The poem “Lying in a Hammock at William Duffy’s Farm in Pine Island, Minnesota,” by James Wright, expresses the value of a person’s life. The poem is a free-verse of only thirteen lines and it moves with the sparse intensity of a haiku through a subtle but limited accumulation of imagery. Wright using metaphors to creates a reflection of his life and how he feels about it. The poem expresses only in one day, and it thoroughly represent Wright’s entire life. The transition from morning to night represents his life from beginning to end.
He reviews his life through pictures, by lying back and observing his surrounding and lives of other around him. Wright begins his life journey with an image of a bronze butterfly, which represented purity and strength, and end with an image of a chicken hawk. The first three line of the poem, Wright introduces reader into his world of mind. He leads the reader to think that he is observing his life through thought rather than recollecting his life through action.
In the first three lines of the poem, “Over my head, I see the bronze butterfly, asleep on the black trunk, blowing like a leaf in green shadow,” he compare himself to a bronze butterfly to simply draw the beginning of his life. The bronze butterfly represents a boy who have strong-willed and ready to embark on life. However, the next action of this little butterfly asleep, implies that there are no forward action and no accomplishment. It also implies that he was in the dark, staying out of action and letting other taking charge.
Moreover, last sentence of the first three lines symbolizes the motion of his life that never rest. He always seeks for opportunity but in the end he chose never to take charge. In the line, “In a field of sunlight between two pines, the dropping of last year’s horses blaze up into golden stones,” Wright expressing his countless opportunities that have passed him by and he never try to grasped on to. The dropping last year’s horses reflect the chances that he missed, and now he sits back and observed his dreams and aspiration pass by, blaze up into golden stones.
The golden stones represent all the chances that he would have accomplished in his life. On the other hand, the golden stone also represents what he has now, passed opportunities that never come again. The image of animals, which he view as himself, is shift from a beautiful butterfly into an old lazy cowbell. The great transition from a butterfly into a cowbell represents a huge amount of time has passed through his life, and shows that there has been no progression in achieving any accomplishment.
The final transition from a cowbell into a chicken hawk shoes that Wright had not change himself or his life into something more importance. His purpose of choosing chicken hawk because a hawk is a powerful dominant bird and a chicken is a view of a weak cowardly animal, represent himself in front of all the opportunities that he had let it passed by without even try to achieve. As the poem comes nearly to the end, so does the life of James Wright. As the evening darkens, his path had comes to an end.
The darkness symbolized his unhappiness with his life journey, which he had nothing to show in the end. He was afraid to cease an opportunity but at the same time, he had many chances. However, Wright was somehow searching for a meaning to his life but he could not find any because he never had experienced anything for himself. By looking back to his whole life of not experiencing anything through action, he finds himself an enormous obstacle in the end. The last words expressed in the poem, “I have wasted my life,” are perfect conclusion to ending this poem.
The path that Wright chose, he did not experience anything real for himself. Nothing that he done were importance or value for him. His whole life summed up into thirteen lines of poem, it beginning with sunrise and ending with sunset. He looks back his life and seen that nothing were importance or value for him to keep holding on. He feels that he had no great accomplishments, therefore, he sees his life a waste. He has lost out on life for the fact that he not really lived at all.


▸ **What is expected**: Return the listing below character for character.

================

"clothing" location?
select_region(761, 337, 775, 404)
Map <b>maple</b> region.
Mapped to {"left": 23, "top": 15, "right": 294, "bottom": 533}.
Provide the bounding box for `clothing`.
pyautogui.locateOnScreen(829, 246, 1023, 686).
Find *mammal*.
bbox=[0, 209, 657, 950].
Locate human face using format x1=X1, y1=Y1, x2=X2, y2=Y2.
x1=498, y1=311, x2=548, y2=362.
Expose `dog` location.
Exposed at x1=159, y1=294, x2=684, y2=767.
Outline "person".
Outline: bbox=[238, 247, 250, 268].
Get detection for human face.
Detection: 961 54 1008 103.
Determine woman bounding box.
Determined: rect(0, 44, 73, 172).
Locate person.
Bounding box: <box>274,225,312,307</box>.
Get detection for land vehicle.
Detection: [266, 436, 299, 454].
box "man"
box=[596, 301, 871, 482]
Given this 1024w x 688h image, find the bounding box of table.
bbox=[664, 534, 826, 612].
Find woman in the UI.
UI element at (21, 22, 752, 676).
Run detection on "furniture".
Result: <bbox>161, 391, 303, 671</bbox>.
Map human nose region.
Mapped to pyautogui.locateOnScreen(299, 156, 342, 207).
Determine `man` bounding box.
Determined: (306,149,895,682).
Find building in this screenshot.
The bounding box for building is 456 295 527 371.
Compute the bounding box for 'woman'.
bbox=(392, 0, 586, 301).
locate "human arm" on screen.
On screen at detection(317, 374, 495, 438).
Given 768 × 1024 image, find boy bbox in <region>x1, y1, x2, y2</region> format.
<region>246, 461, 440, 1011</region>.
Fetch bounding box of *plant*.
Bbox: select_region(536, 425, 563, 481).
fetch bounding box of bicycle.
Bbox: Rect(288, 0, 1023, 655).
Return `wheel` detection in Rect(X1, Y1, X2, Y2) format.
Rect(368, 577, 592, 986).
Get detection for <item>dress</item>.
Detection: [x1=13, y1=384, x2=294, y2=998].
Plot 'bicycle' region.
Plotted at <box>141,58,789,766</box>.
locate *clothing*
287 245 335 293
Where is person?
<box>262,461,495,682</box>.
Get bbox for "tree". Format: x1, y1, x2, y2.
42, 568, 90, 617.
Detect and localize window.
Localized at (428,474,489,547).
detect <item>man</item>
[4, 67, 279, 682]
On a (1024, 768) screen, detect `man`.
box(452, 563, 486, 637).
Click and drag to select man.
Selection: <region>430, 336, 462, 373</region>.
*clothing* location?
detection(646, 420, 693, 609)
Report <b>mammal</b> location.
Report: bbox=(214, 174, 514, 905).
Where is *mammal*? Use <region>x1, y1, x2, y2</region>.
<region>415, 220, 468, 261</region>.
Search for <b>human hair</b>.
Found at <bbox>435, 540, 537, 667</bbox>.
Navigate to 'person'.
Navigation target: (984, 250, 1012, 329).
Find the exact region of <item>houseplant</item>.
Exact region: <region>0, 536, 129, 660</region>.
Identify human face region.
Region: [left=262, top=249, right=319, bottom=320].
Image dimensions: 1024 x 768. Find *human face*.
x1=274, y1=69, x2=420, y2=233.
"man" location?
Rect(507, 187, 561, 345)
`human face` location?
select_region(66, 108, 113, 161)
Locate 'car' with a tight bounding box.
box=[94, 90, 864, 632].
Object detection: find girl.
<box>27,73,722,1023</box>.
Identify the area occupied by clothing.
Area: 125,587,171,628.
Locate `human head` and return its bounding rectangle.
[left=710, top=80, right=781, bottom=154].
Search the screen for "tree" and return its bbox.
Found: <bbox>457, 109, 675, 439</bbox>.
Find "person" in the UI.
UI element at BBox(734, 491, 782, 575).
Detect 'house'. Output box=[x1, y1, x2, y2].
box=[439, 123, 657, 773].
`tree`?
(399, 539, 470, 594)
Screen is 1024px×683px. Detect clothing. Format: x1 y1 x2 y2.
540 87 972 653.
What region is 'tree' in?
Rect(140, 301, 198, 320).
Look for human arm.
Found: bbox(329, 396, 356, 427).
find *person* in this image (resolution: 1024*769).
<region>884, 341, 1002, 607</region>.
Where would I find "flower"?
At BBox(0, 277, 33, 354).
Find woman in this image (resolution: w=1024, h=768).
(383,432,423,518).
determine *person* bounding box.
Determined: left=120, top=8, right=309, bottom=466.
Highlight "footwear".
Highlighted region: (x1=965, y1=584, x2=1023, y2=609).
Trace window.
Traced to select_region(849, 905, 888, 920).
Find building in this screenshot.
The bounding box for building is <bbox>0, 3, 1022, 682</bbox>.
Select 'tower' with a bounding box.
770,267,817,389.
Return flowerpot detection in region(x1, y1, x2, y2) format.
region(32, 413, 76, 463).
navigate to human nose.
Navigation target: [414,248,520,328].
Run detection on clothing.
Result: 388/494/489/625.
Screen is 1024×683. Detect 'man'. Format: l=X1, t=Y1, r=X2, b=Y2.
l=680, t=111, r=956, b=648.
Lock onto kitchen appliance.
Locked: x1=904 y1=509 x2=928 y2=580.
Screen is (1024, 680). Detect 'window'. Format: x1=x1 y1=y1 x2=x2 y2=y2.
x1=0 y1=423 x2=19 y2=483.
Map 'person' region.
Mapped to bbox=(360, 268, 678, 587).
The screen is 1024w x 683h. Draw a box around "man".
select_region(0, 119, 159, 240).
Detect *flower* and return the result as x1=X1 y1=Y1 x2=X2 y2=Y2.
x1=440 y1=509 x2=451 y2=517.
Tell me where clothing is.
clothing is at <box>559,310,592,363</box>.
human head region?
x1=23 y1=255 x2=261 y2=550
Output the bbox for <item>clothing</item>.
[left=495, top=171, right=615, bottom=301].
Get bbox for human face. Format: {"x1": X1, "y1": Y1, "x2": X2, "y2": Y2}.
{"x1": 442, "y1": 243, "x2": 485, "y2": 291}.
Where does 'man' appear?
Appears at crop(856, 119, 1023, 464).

================

▸ **Exercise answer**:
"clothing" location?
select_region(761, 337, 775, 404)
Map <b>maple</b> region.
Mapped to {"left": 23, "top": 15, "right": 294, "bottom": 533}.
Provide the bounding box for `clothing`.
pyautogui.locateOnScreen(829, 246, 1023, 686).
Find *mammal*.
bbox=[0, 209, 657, 950].
Locate human face using format x1=X1, y1=Y1, x2=X2, y2=Y2.
x1=498, y1=311, x2=548, y2=362.
Expose `dog` location.
Exposed at x1=159, y1=294, x2=684, y2=767.
Outline "person".
Outline: bbox=[238, 247, 250, 268].
Get detection for human face.
Detection: 961 54 1008 103.
Determine woman bounding box.
Determined: rect(0, 44, 73, 172).
Locate person.
Bounding box: <box>274,225,312,307</box>.
Get detection for land vehicle.
Detection: [266, 436, 299, 454].
box "man"
box=[596, 301, 871, 482]
Given this 1024w x 688h image, find the bounding box of table.
bbox=[664, 534, 826, 612].
Find woman in the UI.
UI element at (21, 22, 752, 676).
Run detection on "furniture".
Result: <bbox>161, 391, 303, 671</bbox>.
Map human nose region.
Mapped to pyautogui.locateOnScreen(299, 156, 342, 207).
Determine `man` bounding box.
Determined: (306,149,895,682).
Find building in this screenshot.
The bounding box for building is 456 295 527 371.
Compute the bounding box for 'woman'.
bbox=(392, 0, 586, 301).
locate "human arm" on screen.
On screen at detection(317, 374, 495, 438).
Given 768 × 1024 image, find boy bbox in <region>x1, y1, x2, y2</region> format.
<region>246, 461, 440, 1011</region>.
Fetch bounding box of *plant*.
Bbox: select_region(536, 425, 563, 481).
fetch bounding box of bicycle.
Bbox: Rect(288, 0, 1023, 655).
Return `wheel` detection in Rect(X1, Y1, X2, Y2) format.
Rect(368, 577, 592, 986).
Get detection for <item>dress</item>.
Detection: [x1=13, y1=384, x2=294, y2=998].
Plot 'bicycle' region.
Plotted at <box>141,58,789,766</box>.
locate *clothing*
287 245 335 293
Where is person?
<box>262,461,495,682</box>.
Get bbox for "tree". Format: x1, y1, x2, y2.
42, 568, 90, 617.
Detect and localize window.
Localized at (428,474,489,547).
detect <item>man</item>
[4, 67, 279, 682]
On a (1024, 768) screen, detect `man`.
box(452, 563, 486, 637).
Click and drag to select man.
Selection: <region>430, 336, 462, 373</region>.
*clothing* location?
detection(646, 420, 693, 609)
Report <b>mammal</b> location.
Report: bbox=(214, 174, 514, 905).
Where is *mammal*? Use <region>x1, y1, x2, y2</region>.
<region>415, 220, 468, 261</region>.
Search for <b>human hair</b>.
Found at <bbox>435, 540, 537, 667</bbox>.
Navigate to 'person'.
Navigation target: (984, 250, 1012, 329).
Find the exact region of <item>houseplant</item>.
Exact region: <region>0, 536, 129, 660</region>.
Identify human face region.
Region: [left=262, top=249, right=319, bottom=320].
Image dimensions: 1024 x 768. Find *human face*.
x1=274, y1=69, x2=420, y2=233.
"man" location?
Rect(507, 187, 561, 345)
`human face` location?
select_region(66, 108, 113, 161)
Locate 'car' with a tight bounding box.
box=[94, 90, 864, 632].
Object detection: find girl.
<box>27,73,722,1023</box>.
Identify the area occupied by clothing.
Area: 125,587,171,628.
Locate `human head` and return its bounding rectangle.
[left=710, top=80, right=781, bottom=154].
Search the screen for "tree" and return its bbox.
Found: <bbox>457, 109, 675, 439</bbox>.
Find "person" in the UI.
UI element at BBox(734, 491, 782, 575).
Detect 'house'. Output box=[x1, y1, x2, y2].
box=[439, 123, 657, 773].
`tree`?
(399, 539, 470, 594)
Screen is 1024px×683px. Detect clothing. Format: x1 y1 x2 y2.
540 87 972 653.
What region is 'tree' in?
Rect(140, 301, 198, 320).
Look for human arm.
Found: bbox(329, 396, 356, 427).
find *person* in this image (resolution: 1024*769).
<region>884, 341, 1002, 607</region>.
Where would I find "flower"?
At BBox(0, 277, 33, 354).
Find woman in this image (resolution: w=1024, h=768).
(383,432,423,518).
determine *person* bounding box.
Determined: left=120, top=8, right=309, bottom=466.
Highlight "footwear".
Highlighted region: (x1=965, y1=584, x2=1023, y2=609).
Trace window.
Traced to select_region(849, 905, 888, 920).
Find building in this screenshot.
The bounding box for building is <bbox>0, 3, 1022, 682</bbox>.
Select 'tower' with a bounding box.
770,267,817,389.
Return flowerpot detection in region(x1, y1, x2, y2) format.
region(32, 413, 76, 463).
navigate to human nose.
Navigation target: [414,248,520,328].
Run detection on clothing.
Result: 388/494/489/625.
Screen is 1024×683. Detect 'man'. Format: l=X1, t=Y1, r=X2, b=Y2.
l=680, t=111, r=956, b=648.
Lock onto kitchen appliance.
Locked: x1=904 y1=509 x2=928 y2=580.
Screen is (1024, 680). Detect 'window'. Format: x1=x1 y1=y1 x2=x2 y2=y2.
x1=0 y1=423 x2=19 y2=483.
Map 'person' region.
Mapped to bbox=(360, 268, 678, 587).
The screen is 1024w x 683h. Draw a box around "man".
select_region(0, 119, 159, 240).
Detect *flower* and return the result as x1=X1 y1=Y1 x2=X2 y2=Y2.
x1=440 y1=509 x2=451 y2=517.
Tell me where clothing is.
clothing is at <box>559,310,592,363</box>.
human head region?
x1=23 y1=255 x2=261 y2=550
Output the bbox for <item>clothing</item>.
[left=495, top=171, right=615, bottom=301].
Get bbox for human face. Format: {"x1": X1, "y1": Y1, "x2": X2, "y2": Y2}.
{"x1": 442, "y1": 243, "x2": 485, "y2": 291}.
Where does 'man' appear?
Appears at crop(856, 119, 1023, 464).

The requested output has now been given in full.